Our older brother, maker of myths, conjurer of baseball cards, connoisseur of donkey kong and super smash bros. Jenni, the youngest, waves of unkempt hair trailing behind her. She was so unruly the rest of her couldn’t keep up. There was too much world to see. Lauren, middle child, the gate keeper of silence and sarcasm. She brushed her hair one hundred times each night because nana said that makes it shiny.

 

There is so much more we could have said but the time spent in the sun, yelling at each other should and must be enough.

 

Now the gap in space where you should be is its own presence.
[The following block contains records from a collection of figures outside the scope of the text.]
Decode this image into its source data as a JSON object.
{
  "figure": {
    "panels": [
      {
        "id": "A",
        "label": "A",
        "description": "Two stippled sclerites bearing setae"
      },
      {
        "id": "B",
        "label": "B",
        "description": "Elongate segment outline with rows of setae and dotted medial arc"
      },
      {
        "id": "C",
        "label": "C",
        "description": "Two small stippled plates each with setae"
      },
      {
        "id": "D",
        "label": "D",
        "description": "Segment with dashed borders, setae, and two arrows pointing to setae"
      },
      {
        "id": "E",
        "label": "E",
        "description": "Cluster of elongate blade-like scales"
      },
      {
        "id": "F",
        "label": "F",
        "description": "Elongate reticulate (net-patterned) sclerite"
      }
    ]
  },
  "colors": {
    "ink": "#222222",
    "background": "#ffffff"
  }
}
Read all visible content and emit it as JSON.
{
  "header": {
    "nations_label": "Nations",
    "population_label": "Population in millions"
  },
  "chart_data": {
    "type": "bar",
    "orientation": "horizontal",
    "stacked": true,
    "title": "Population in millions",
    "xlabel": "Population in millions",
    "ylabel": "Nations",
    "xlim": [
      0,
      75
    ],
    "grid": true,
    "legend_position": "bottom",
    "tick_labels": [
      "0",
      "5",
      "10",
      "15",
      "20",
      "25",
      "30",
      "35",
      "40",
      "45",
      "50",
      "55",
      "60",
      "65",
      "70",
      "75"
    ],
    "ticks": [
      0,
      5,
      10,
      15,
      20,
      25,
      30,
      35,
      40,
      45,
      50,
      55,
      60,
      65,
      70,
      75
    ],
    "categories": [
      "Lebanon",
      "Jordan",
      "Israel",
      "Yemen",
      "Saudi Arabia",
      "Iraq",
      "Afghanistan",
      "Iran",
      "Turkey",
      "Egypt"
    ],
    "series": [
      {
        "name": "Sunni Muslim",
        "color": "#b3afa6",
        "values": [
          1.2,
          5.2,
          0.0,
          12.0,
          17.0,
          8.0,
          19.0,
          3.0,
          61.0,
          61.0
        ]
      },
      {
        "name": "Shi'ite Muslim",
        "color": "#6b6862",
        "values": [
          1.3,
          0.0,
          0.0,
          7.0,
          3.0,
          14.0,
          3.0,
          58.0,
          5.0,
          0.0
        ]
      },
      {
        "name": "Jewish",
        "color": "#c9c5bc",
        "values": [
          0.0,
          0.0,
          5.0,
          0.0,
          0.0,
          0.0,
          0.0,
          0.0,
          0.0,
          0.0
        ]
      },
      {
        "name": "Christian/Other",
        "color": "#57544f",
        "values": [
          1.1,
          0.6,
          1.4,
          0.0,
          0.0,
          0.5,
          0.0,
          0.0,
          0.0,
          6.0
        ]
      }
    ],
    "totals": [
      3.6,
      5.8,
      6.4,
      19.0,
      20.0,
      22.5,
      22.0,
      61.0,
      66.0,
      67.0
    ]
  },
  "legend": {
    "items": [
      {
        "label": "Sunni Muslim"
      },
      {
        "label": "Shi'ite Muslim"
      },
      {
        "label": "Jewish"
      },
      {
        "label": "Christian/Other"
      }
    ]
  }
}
-from Mother. Grave. Ghost (a co-written chapbook) celebrated with the author's permission and selected by PoemoftheWeek.com Founder and Editor, Andrew McFadyen-Ketchum

Based in Nashville, Tenn., Dana Malone is the recipient of the 2020 poetry prize from Waxing & Waning/Tempest Edition. Her work was accepted for the 2021-2022 Women Speak of Women of Appalachia Project™, and she recently completed a residency for Art Wire, a collaboration of the Porch Writers Collective and OZ Arts Nashville. Her work has appeared on the podcast, Versify; in Number One, Wordpeace, and Native; on the stages of Tennessee Women’s Theater Project; and through #MusicCitySingsAt6.

 

Lauren Suzanne is a writer and poet from Nashville, Tennessee, an alumna of Belmont University, and a graduate of the MAPH program in Art History at the University of Chicago. Her work has appeared in The Maine Review, The Crambo, and the 601. She won first place in the 2018 Sandra Hutchins Creative Writing Award in Creative Nonfiction at Belmont University. She currently lives in Chicago, Illinois.